Observing the global drought monitor, it appears that much of the world is in drought.

There are significant parts of Europe, central Asia, Africa, South America, and North America in significant drought (D3 or worse).
While the USA drought map shows somewhat improved conditions in recent weeks, particularly in California, the situation still looks egregious in many areas:

Now, one might take that information and speculate that such a drought might well have an impact on agricultural productivity, and affect their markets. We would expect prices to rise if supply is impaired by drought.
Let’s test that hypothesis for wheat, soybeans, corn, cotton, and sugar, as they are globally traded commodities and should be affected by widespread drought.
Here’s price history for wheat from 1990-2025



The prices for these commodities largely show the same behavior, settling after COVID supply shocks to new a new international supply/demand equilibrium. Stable prices allow more marginal producers to find markets, as well, so we expect long-term price stabilization in which a new price is approached asymptotically, until the next perturbation happens. Of course, costs are always changing and there are seasonal production curves somewhat lagged by storage, so the ideal of a hypothetically stable price equilibrium is always being altered by changes.
The ratio in present to historic pricing for these commodities is around 420/240, or 15/10, or 550/300. The mean of these is around a 70% increase (although remember that each curve is the product of crop-specific history, trading, etc. trends). Dollar devaluation is part of this, and so are energy costs, which, in fact, well-represent the behavior much of these three curves.
The only part of farming that doesn’t involve energy costs is the sun, rain and soil. But all of these require space, so land costs are inclusive too.
In any case, internationally traded agricultural products, indeed the cheapest of all agricultural products as they are produced at the greatest scales, are still settling post-covid, but remain well-elevated above historic values by around 70%.
Whether we see a minimum soon and a rebound will be determined by supply. And whether that supply is constrained by widespread drought will be seen, and this will be revisited. Irrigation plays into this, as it can buffer productive regions against drought. With long-term drying, however, this is a losing game and producers will soon find costs rising.
This can be seen in context of global climate, and global markets are impacted by global climate. Given that long-term widespread drying is already well-described in various regions in the GRACE/GRACE-FO papers like Chandanpurkar et al. (2025), we would anticipate increased irrigation costs to be a factor, but lower-powered than energy costs in the pricing equation.
let.iiec.unam.mx/sites/let.iiec.unam.mx/files/sciadv.adx0298.pdf
The longer-term implication of long-term drying (and desertification) is that ultimately regions will not be productive and will not provide product to the international market, further raising prices. Regions will be priced out of industrial agriculture’s race to the bottom with over-production. (Now that vast areas of the Amazon River Basin have been converted to pasture, it would be a useful task to evaluate groundwater resources there.)

Apologies that the scales are not the same, but the energy spike of 2007-2013 is well represented in all the commodity price curves shown, as is the COVID spike. Given that oil prices are now around 2.5 times their near-historical average of about $25 bbl and about $61 bbl today, the huge conclusion is now made that energy prices are the dominant factor in agricultural costs, however the costs do not scale linearly with energy costs, likely because part of farming involves free energy from the sun, and free rain to boot, god willing and the creek don’t rise.
This means that resource scarcity from long-term drying is not (yet) a dominant factor yet in agricultural production, but with constant energy prices we may be able to see this effect soon when prices find their bottom.
Commentary: consumer prices have risen because energy prices have risen significantly from the year 2000, which have also experienced a ton of volatility. When people are surprised by increased costs, oil prices are to blame.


▶ WHAT IS EXPECTED
Filter the material, keeping only lines with the word "scattered".

┄┄┄┄┄┄┄┄┄┄┄┄┄┄┄┄┄┄┄┄

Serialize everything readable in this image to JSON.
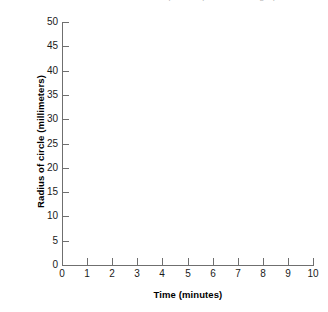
{
  "caption_fragment": "follow the directions below to plot the points on the graph",
  "chart_data": {
    "type": "scatter",
    "title": "",
    "subtitle": "",
    "xlabel": "Time (minutes)",
    "ylabel": "Radius of circle (millimeters)",
    "xlim": [
      0,
      10
    ],
    "ylim": [
      0,
      50
    ],
    "xticks": [
      0,
      1,
      2,
      3,
      4,
      5,
      6,
      7,
      8,
      9,
      10
    ],
    "yticks": [
      0,
      5,
      10,
      15,
      20,
      25,
      30,
      35,
      40,
      45,
      50
    ],
    "xtick_labels": [
      "0",
      "1",
      "2",
      "3",
      "4",
      "5",
      "6",
      "7",
      "8",
      "9",
      "10"
    ],
    "ytick_labels": [
      "0",
      "5",
      "10",
      "15",
      "20",
      "25",
      "30",
      "35",
      "40",
      "45",
      "50"
    ],
    "grid": false,
    "legend": null,
    "series": [],
    "values": [],
    "x": [],
    "annotations": [],
    "note": "Empty plotting grid — no data points, lines, or bars are drawn in the plot area.",
    "colors": {
      "axis": "#6f6f6f",
      "text": "#1a1a1a",
      "title": "#000000",
      "background": "#ffffff"
    }
  }
}
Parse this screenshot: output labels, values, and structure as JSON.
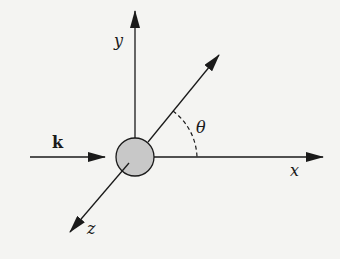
{
  "diagram": {
    "type": "scattering-geometry",
    "labels": {
      "y_axis": "y",
      "x_axis": "x",
      "z_axis": "z",
      "wave_vector": "k",
      "angle": "θ"
    },
    "colors": {
      "line": "#1a1a1a",
      "sphere_fill": "#c8c8c8",
      "background": "#f4f4f2"
    },
    "elements": [
      {
        "name": "y-axis",
        "from": [
          135,
          140
        ],
        "to": [
          135,
          10
        ]
      },
      {
        "name": "x-axis",
        "from": [
          154,
          157
        ],
        "to": [
          323,
          157
        ]
      },
      {
        "name": "z-axis",
        "from": [
          135,
          157
        ],
        "to": [
          70,
          232
        ]
      },
      {
        "name": "scattered-direction",
        "from": [
          148,
          142
        ],
        "to": [
          219,
          55
        ]
      },
      {
        "name": "incident-k-arrow",
        "from": [
          30,
          157
        ],
        "to": [
          105,
          157
        ]
      },
      {
        "name": "scatterer-sphere",
        "center": [
          135,
          157
        ],
        "radius": 19
      },
      {
        "name": "angle-arc",
        "description": "dashed arc between x-axis and scattered direction"
      }
    ]
  }
}
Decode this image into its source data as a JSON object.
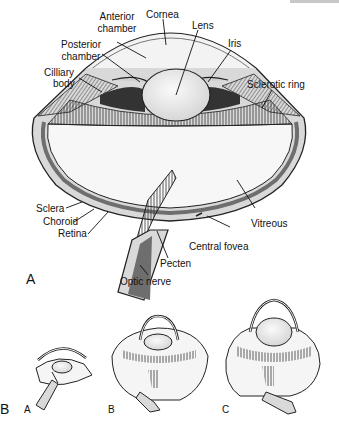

┄┄┄┄┄┄┄┄┄┄┄┄┄┄┄┄┄┄┄┄

▶ EXPECTED OUTPUT
        "name": "scattered-direction",
        "description": "dashed arc between x-axis and scattered direction"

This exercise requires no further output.